That is why Germany’s most famous Neuschwanstein Castle, which was only built in 1869 for the Bavarian King Ludwig II and is considered the ideal of a medieval knight’s castle, cannot be found either.

Spain: Coca Castle in the center of the country is built of bricks and has a moat

Source: Frédéric Chaubin, “Stone Age”, Taschen

Instead Eltz Castle in the Eifel, one of the most photographed German castles.

It should look familiar to older semesters, as it once graced the 500 DM note.

Eltz Castle stands on a 70 meter high cliff high above the Elzbachtal near Koblenz.

It is completely preserved, also because the hilltop castle was never conquered.

Since it was built in the 12th century - in the 33rd generation - it has been owned by the same family, the von Eltz family, who have maintained and restored the ensemble of buildings with a lot of love and money over the centuries.

Germany: Eltz Castle in the Eifel has been family-owned for 33 generations

Source: Frédéric Chaubin, “Stone Age”, Taschen

The castle can usually be visited in the summer months.

Of course, there is also a ghost: the ghost lady is called Agnes von Eltz, fatally struck 500 years ago by the arrow of a marriage candidate who was spurned by her and pierced her armor.

Since then she is said to have haunted the armory.

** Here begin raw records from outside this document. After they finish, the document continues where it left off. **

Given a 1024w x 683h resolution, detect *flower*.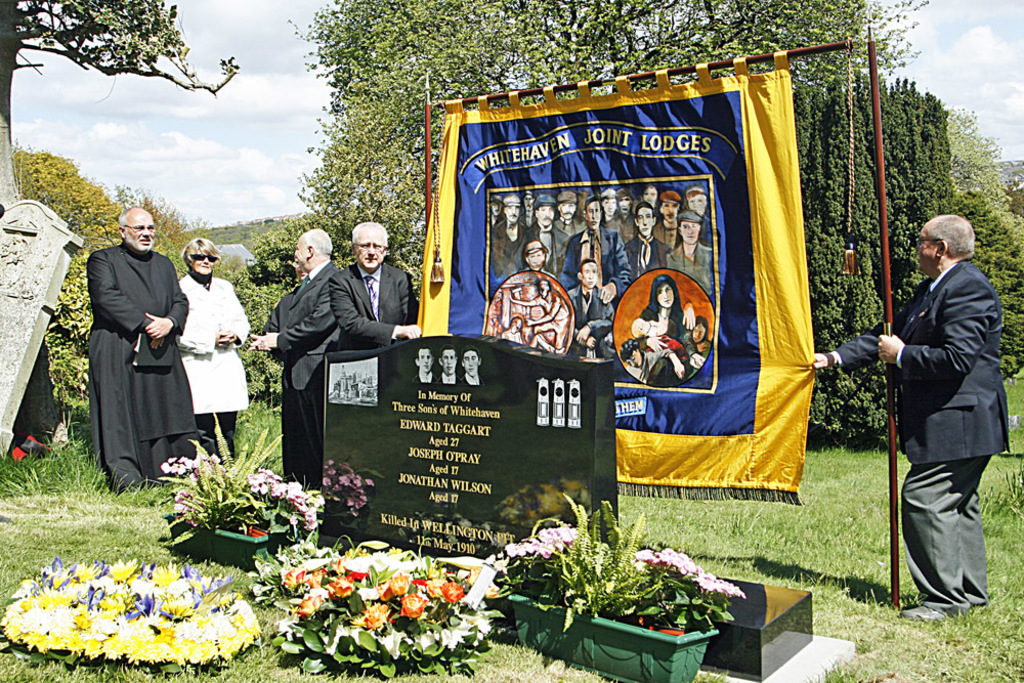
box(380, 575, 390, 598).
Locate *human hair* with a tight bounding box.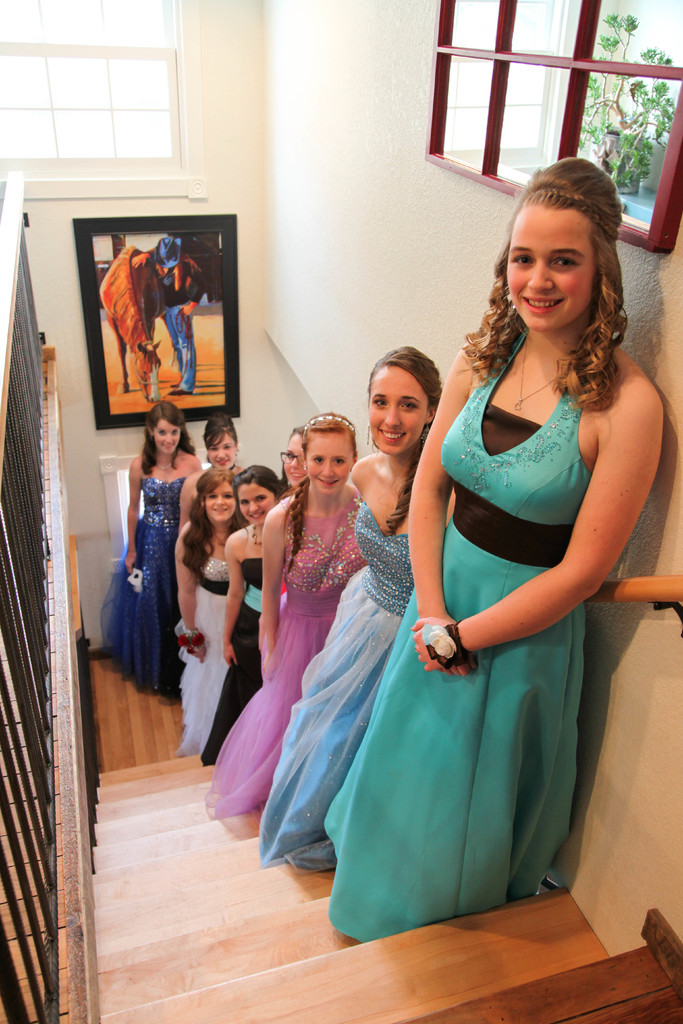
bbox=[231, 466, 280, 546].
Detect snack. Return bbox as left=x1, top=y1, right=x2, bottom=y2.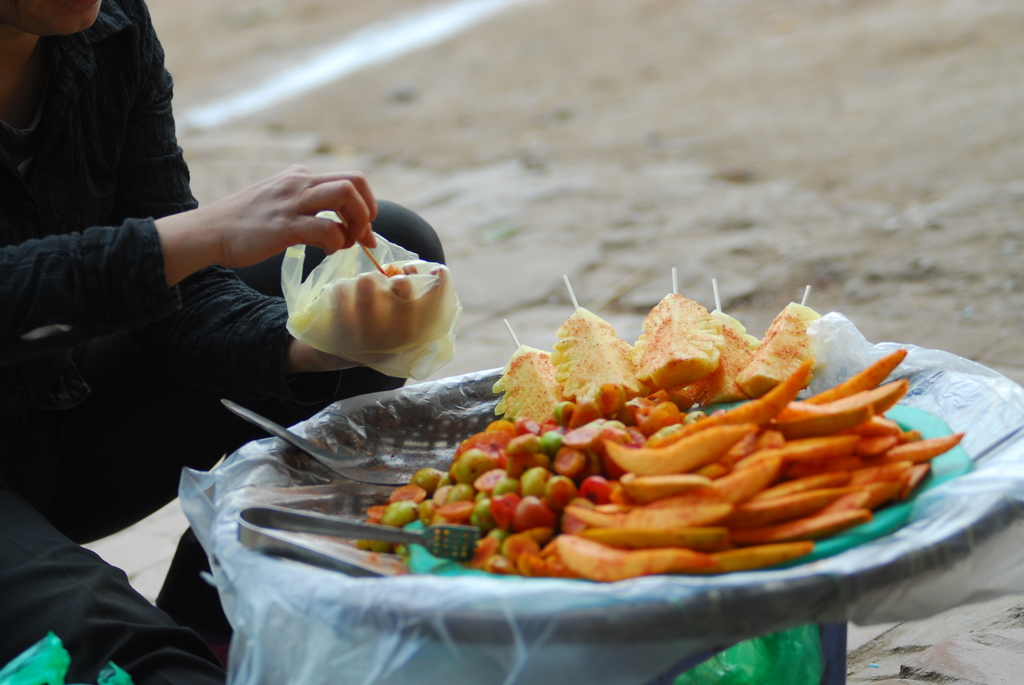
left=254, top=313, right=975, bottom=615.
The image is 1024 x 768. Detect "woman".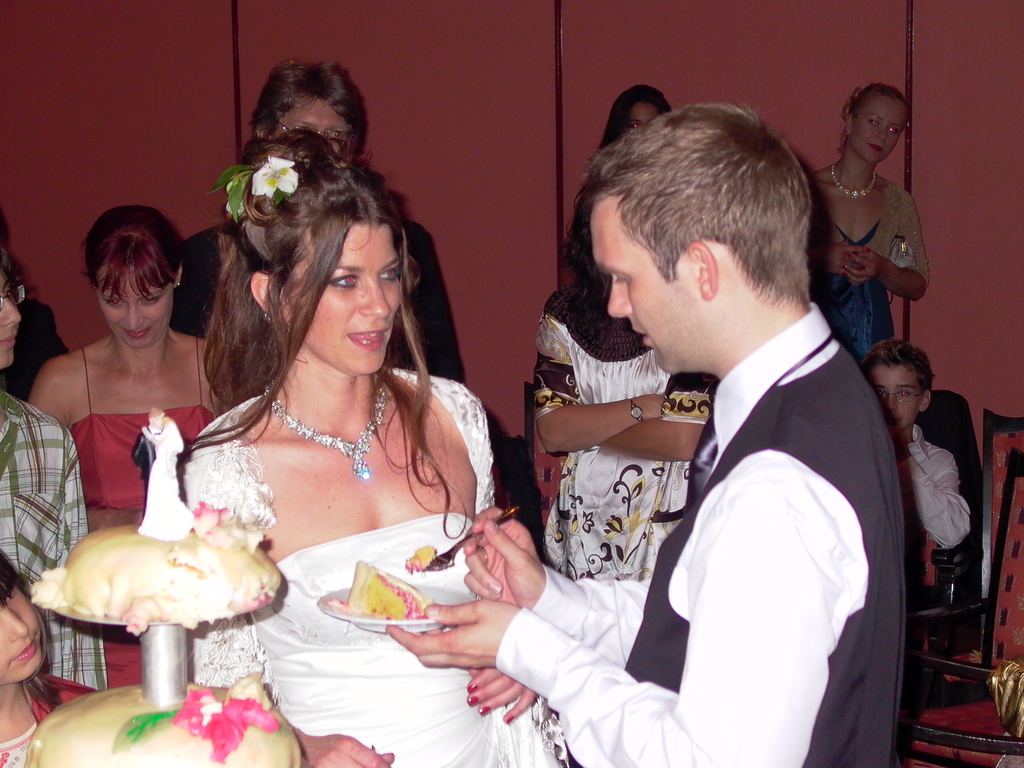
Detection: locate(138, 106, 541, 746).
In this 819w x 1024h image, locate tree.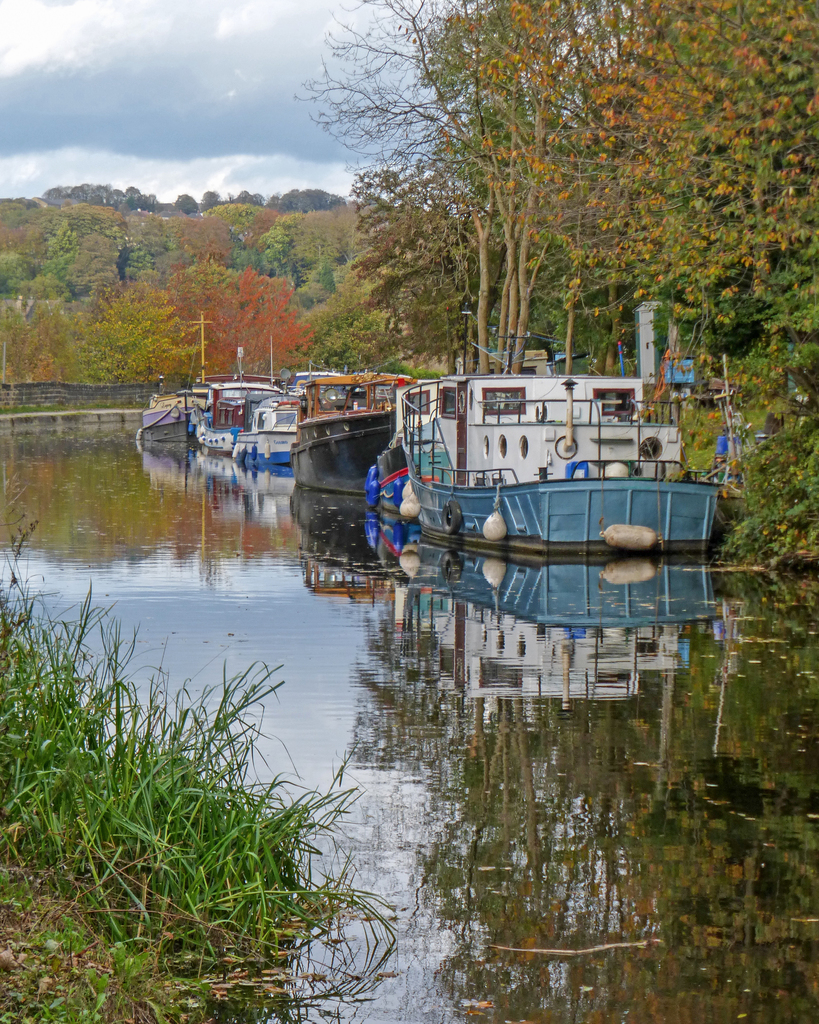
Bounding box: select_region(113, 223, 195, 374).
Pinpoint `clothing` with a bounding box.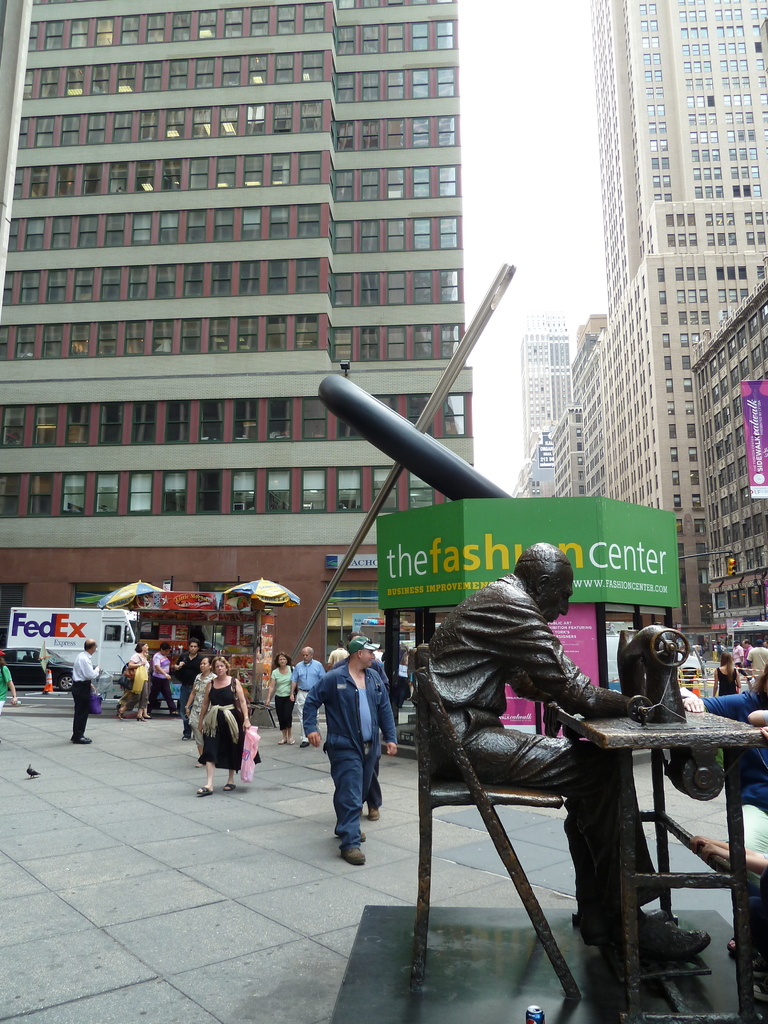
731 646 742 674.
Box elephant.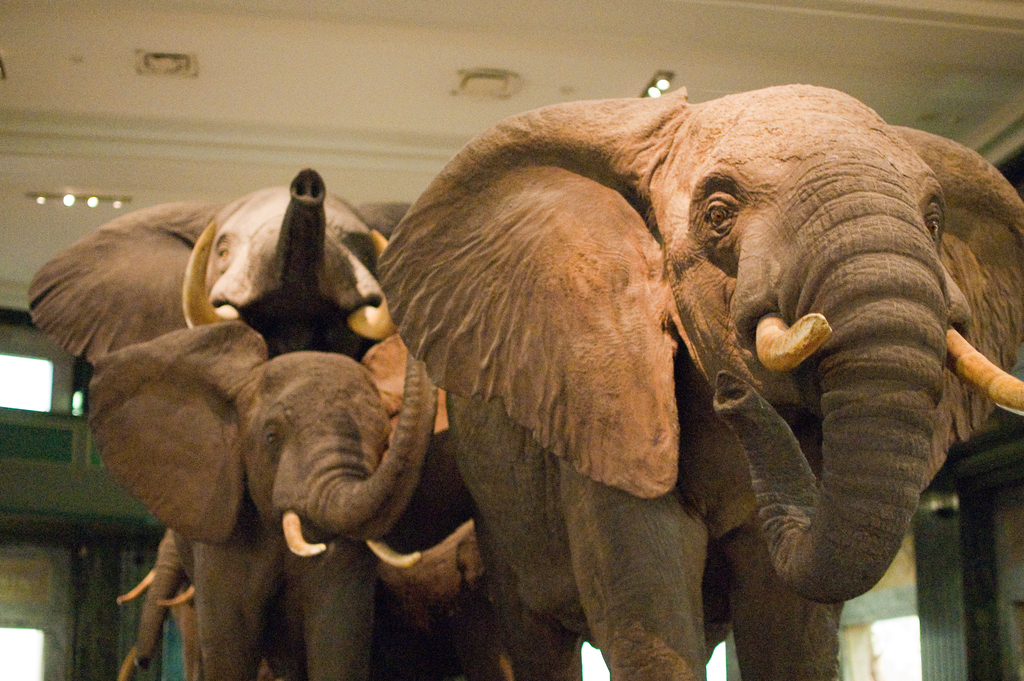
{"x1": 322, "y1": 78, "x2": 1021, "y2": 647}.
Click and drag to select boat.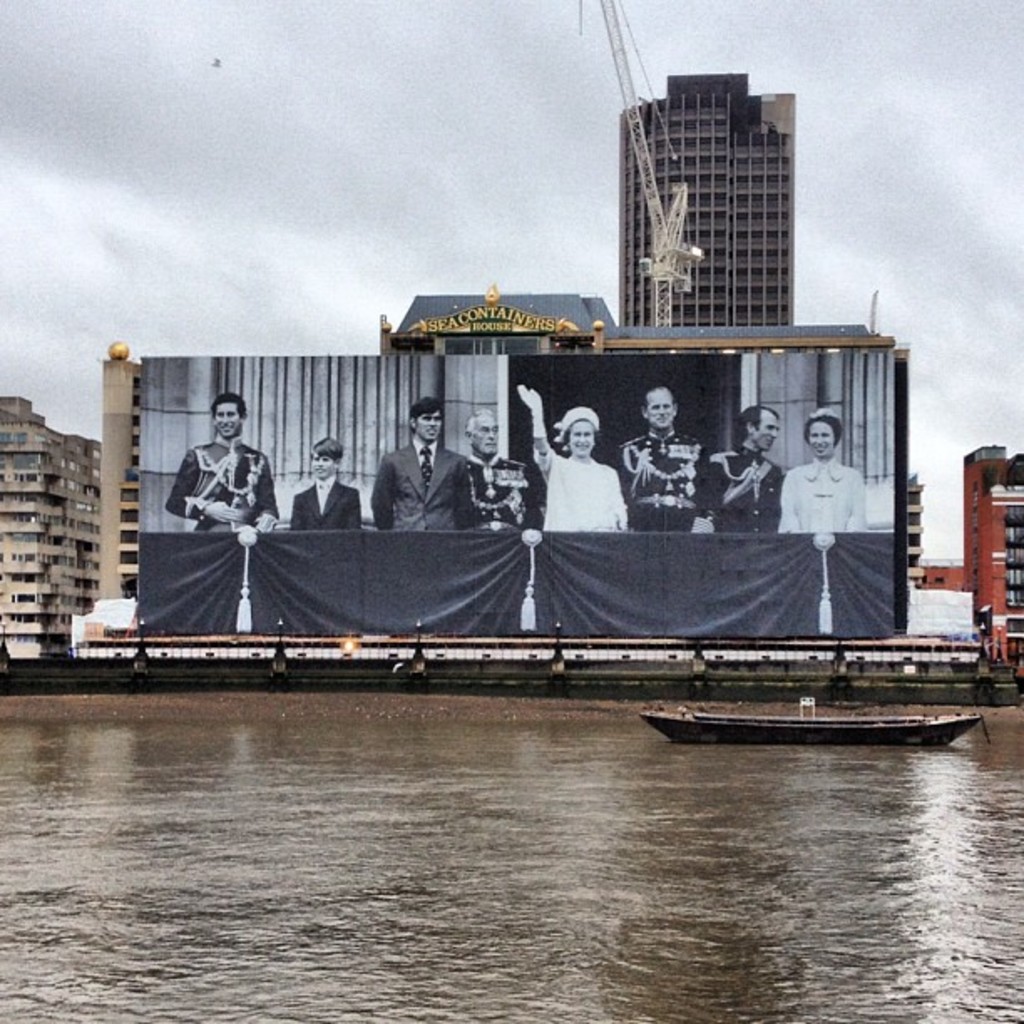
Selection: locate(653, 716, 972, 748).
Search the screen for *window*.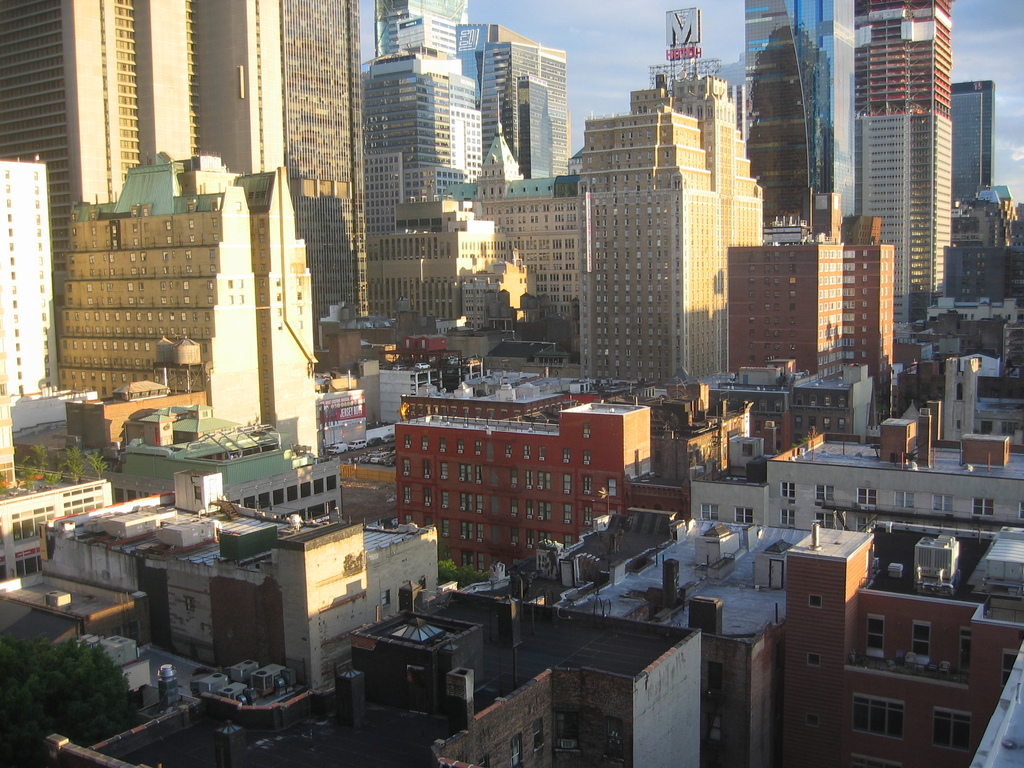
Found at (x1=780, y1=508, x2=796, y2=528).
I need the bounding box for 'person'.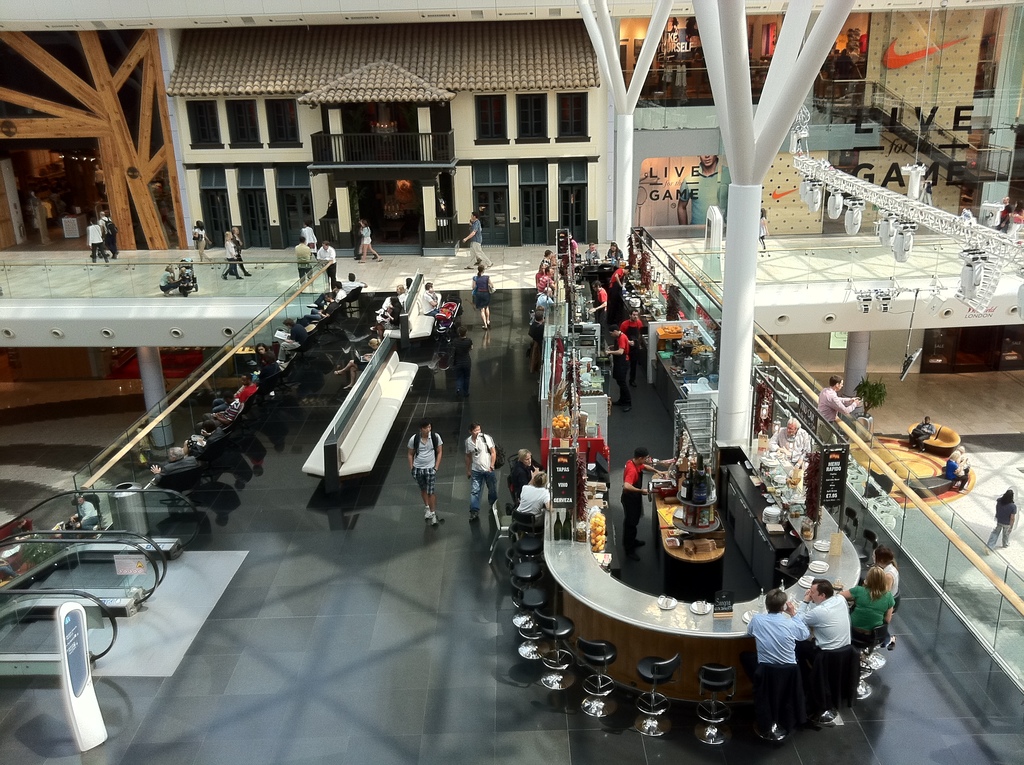
Here it is: [left=97, top=206, right=120, bottom=256].
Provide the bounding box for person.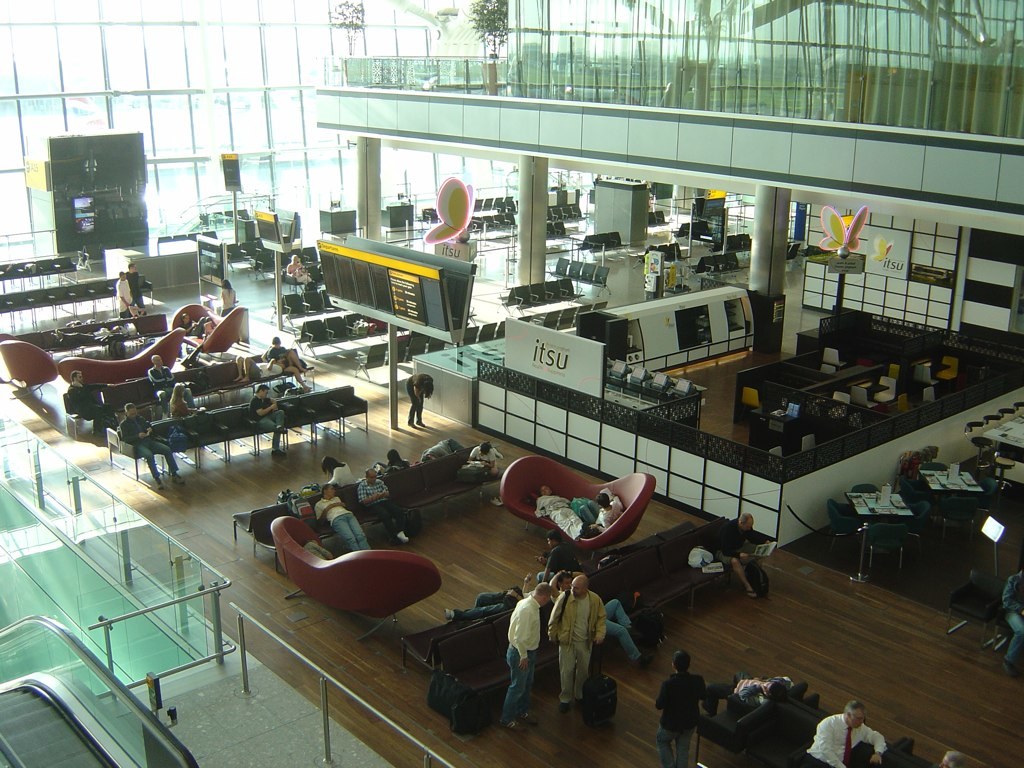
bbox=(546, 573, 619, 722).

Castles and fortresses in Medieval Europe by Frédéric Chaubin: “Stone Age”, taschen.com publisher, 416 pages, 200 illustrations, 50 euros

These German ruins are worth the trip

Germany's landscapes are full of ruins.

Many of them are worth a visit.

WELT gives seven tips for short trips to beautiful and bizarre fragments in north, south, east and west.